3 Steps to Love the Skin You’re In

Use these simple mantras help to inspire the wildness within.

Love the skin you’re in. It’s a powerful phrase, one that generates different reactions depending on your personal relationship with your body. Instead of preaching why you should love the skin you’re in, I will simply share with you how you can be at home with your wild woman (or man) self. Your body is your safest space. Let us learn to treat it that way, come together, and share from our own lived experience and innate wisdom.

 

Below are three of my personal mantras. Use the the power of these words to help you touch base with your inner wisdom, and to ultimately feel wild. To begin, set up your physical self in preparation to absorb this information.
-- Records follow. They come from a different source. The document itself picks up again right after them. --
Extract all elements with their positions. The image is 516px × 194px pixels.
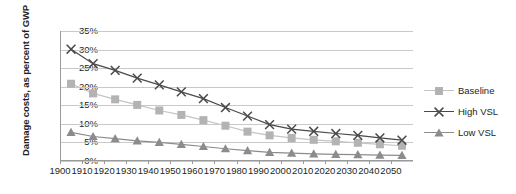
data-point-square <box>266 131 274 139</box>
data-point-cross <box>265 120 274 129</box>
triangle-icon <box>424 127 454 139</box>
square-icon <box>424 85 454 97</box>
data-point-square <box>67 80 75 88</box>
chart-legend: BaselineHigh VSLLow VSL <box>424 80 516 143</box>
data-point-cross <box>67 45 76 54</box>
series-line-baseline <box>71 84 402 146</box>
x-tick-label: 2050 <box>380 166 401 176</box>
x-tick-label: 1910 <box>71 166 92 176</box>
x-tick-label: 2020 <box>314 166 335 176</box>
data-point-square <box>244 128 252 136</box>
x-tick <box>104 161 105 164</box>
x-tick <box>192 161 193 164</box>
data-series-group <box>60 31 413 161</box>
data-point-triangle <box>66 128 75 136</box>
x-tick-label: 1950 <box>160 166 181 176</box>
data-point-square <box>177 111 185 119</box>
legend-label: Low VSL <box>458 127 496 138</box>
data-point-cross <box>221 103 230 112</box>
x-tick-label: 1970 <box>204 166 225 176</box>
data-point-square <box>133 101 141 109</box>
x-tick-label: 2010 <box>292 166 313 176</box>
data-point-square <box>111 95 119 103</box>
plot-area <box>60 31 413 161</box>
x-tick-label: 1990 <box>248 166 269 176</box>
legend-item-low-vsl[interactable]: Low VSL <box>424 122 516 143</box>
x-tick-label: 2000 <box>270 166 291 176</box>
x-tick-label: 1930 <box>116 166 137 176</box>
data-point-cross <box>155 80 164 89</box>
x-tick <box>214 161 215 164</box>
data-point-cross <box>177 88 186 97</box>
x-tick <box>259 161 260 164</box>
data-point-cross <box>243 112 252 121</box>
data-point-triangle <box>434 128 443 136</box>
y-axis-title: Damage costs, as percent of GWP <box>20 0 31 166</box>
data-point-square <box>89 89 97 97</box>
x-tick <box>148 161 149 164</box>
data-point-square <box>332 137 340 145</box>
data-point-cross <box>133 74 142 83</box>
x-tick <box>170 161 171 164</box>
x-tick <box>347 161 348 164</box>
x-tick-label: 1960 <box>182 166 203 176</box>
x-tick-label: 1980 <box>226 166 247 176</box>
data-point-cross <box>435 107 444 116</box>
series-line-low-vsl <box>71 132 402 155</box>
legend-item-high-vsl[interactable]: High VSL <box>424 101 516 122</box>
data-point-square <box>155 106 163 114</box>
legend-label: High VSL <box>458 106 498 117</box>
x-tick <box>237 161 238 164</box>
series-line-high-vsl <box>71 49 402 140</box>
x-tick <box>281 161 282 164</box>
legend-label: Baseline <box>458 85 494 96</box>
x-tick <box>325 161 326 164</box>
x-tick <box>82 161 83 164</box>
x-tick <box>369 161 370 164</box>
data-point-square <box>288 134 296 142</box>
chart-container: Damage costs, as percent of GWP 35%30%25… <box>0 0 516 194</box>
x-tick-label: 1920 <box>94 166 115 176</box>
x-tick <box>391 161 392 164</box>
data-point-square <box>199 116 207 124</box>
x-tick <box>126 161 127 164</box>
x-tick <box>303 161 304 164</box>
x-tick <box>60 161 61 164</box>
x-tick-label: 1940 <box>138 166 159 176</box>
data-point-square <box>435 87 443 95</box>
data-point-square <box>221 122 229 130</box>
data-point-cross <box>89 59 98 68</box>
data-point-square <box>354 139 362 147</box>
data-point-cross <box>199 94 208 103</box>
data-point-cross <box>111 66 120 75</box>
cross-icon <box>424 106 454 118</box>
x-tick-label: 1900 <box>49 166 70 176</box>
legend-item-baseline[interactable]: Baseline <box>424 80 516 101</box>
x-tick-label: 2040 <box>358 166 379 176</box>
x-tick-label: 2030 <box>336 166 357 176</box>
data-point-square <box>310 136 318 144</box>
Release the tension in your jaw. Take a deep breath and, with your next exhale, drop your shoulders away from your ears. Sit tall, breathe deep, and read on:

Mantra One: I Wake

When I wake from a night of dreaming, I make it a point to carve out time for sweetness. From the moment I open my eyes I allow myself the space to linger in the “in-between realm” of awake and sleeping. I do not rush this time. I slink out of bed, sometimes literally, belly side down. I slide off the edge of my bed, tucking my head, and as if in slow motion, I fold into the floor below. I extend my arms and legs and take a good long full body stretch. Then I place one hand on my heart and the other on my belly, allow the deepest breath to fall in, and I ask the dreammaker what it’s trying to tell me.

“Beauty overwhelms us, enchants us, fascinates us and calls to us.”  – F.R Andrew Greely

Then I listen, fully expecting an answer. That time in the wee hours of the morning when my bones lie heavy on the cold ground is arguably the most sacred time of my day. When we are listening, waiting, hoping, dreaming, and lingering it can help us find a moment of gratitude, thus love the skin we’re in.

Mantra Two: I Rise

When it’s time to rise, I walk slowly, feeling each step as it connects to the ground. I say a prayer of gratitude for the earth below my feet—for her unwavering decision to support and record each step I take on this planet. She is my greatest witness, my record keeper—that is not lost on me. I wander outside (barefoot), and keeping in Rumi’s quote, “The breeze at dawn has secrets to tell me…don’t go back to sleep.”  I feel the breeze on my face and the dirt between my toes. The sun shines down on my closed eye lids and all I hear inside my head is, “this is beautiful.”

“Nature is not primarily functional. It is primarily beautiful. Which is to say, beauty is in and of itself a great and glorious good, something we need in large and daily doses. Nature at the height of its glory shouts, ‘Beauty is essential.'” – Stasi Eldredge

When we open our eyes and look around, it allows us to soak up the beauty of the world. We can recognize the beauty found in nature as the same beauty that lives inside each one of us. It’s good—no, essential.

Mantra Three: I Move

I begin to dance in the sun. First I trace a figure-eight pattern in the dirt with my feet, and allow the wave of motion to move into my hips and ribs. It then transitions into my shoulders and head, and I begin to move free as the wind that blows through my hair.

“If you want to give birth to your true self, you are going to have to dig deep down into that body of yours and let your soul howl. Sometimes you have to take a leap of faith and trust that if you turn off your head, your feet will take you where you need to go.” – Gabrielle Roth

My body remembers a time long ago when I was not ashamed for the way I moved. For the way I expressed my joy, pleasure, grief, passion, pain, and how I honored my innate wisdom and rhythms that connected me to everything. To move from that place in me, is to return home to my true self and that makes me love the skin I’m in. Let go of the expectations of others, and allow yourself to move with instinct and intuition.

Wake, rise, and move. These steps, and the mindfulness and intention behind them, will help you to love the skin you’re in.

See Chelsey and other teachers at a Wanderlust festival. For more information, including locations and lineups, click here. 

Chelsey Korus has been teaching yoga since the age of 15 and draws from numerous movement practices, including: Anusara, Power Vinyasa, Ashtanga, Acro, as well as martial arts, free form dance, and ballet. She brings her joy, wisdom, and exceptional depth of practice to every class.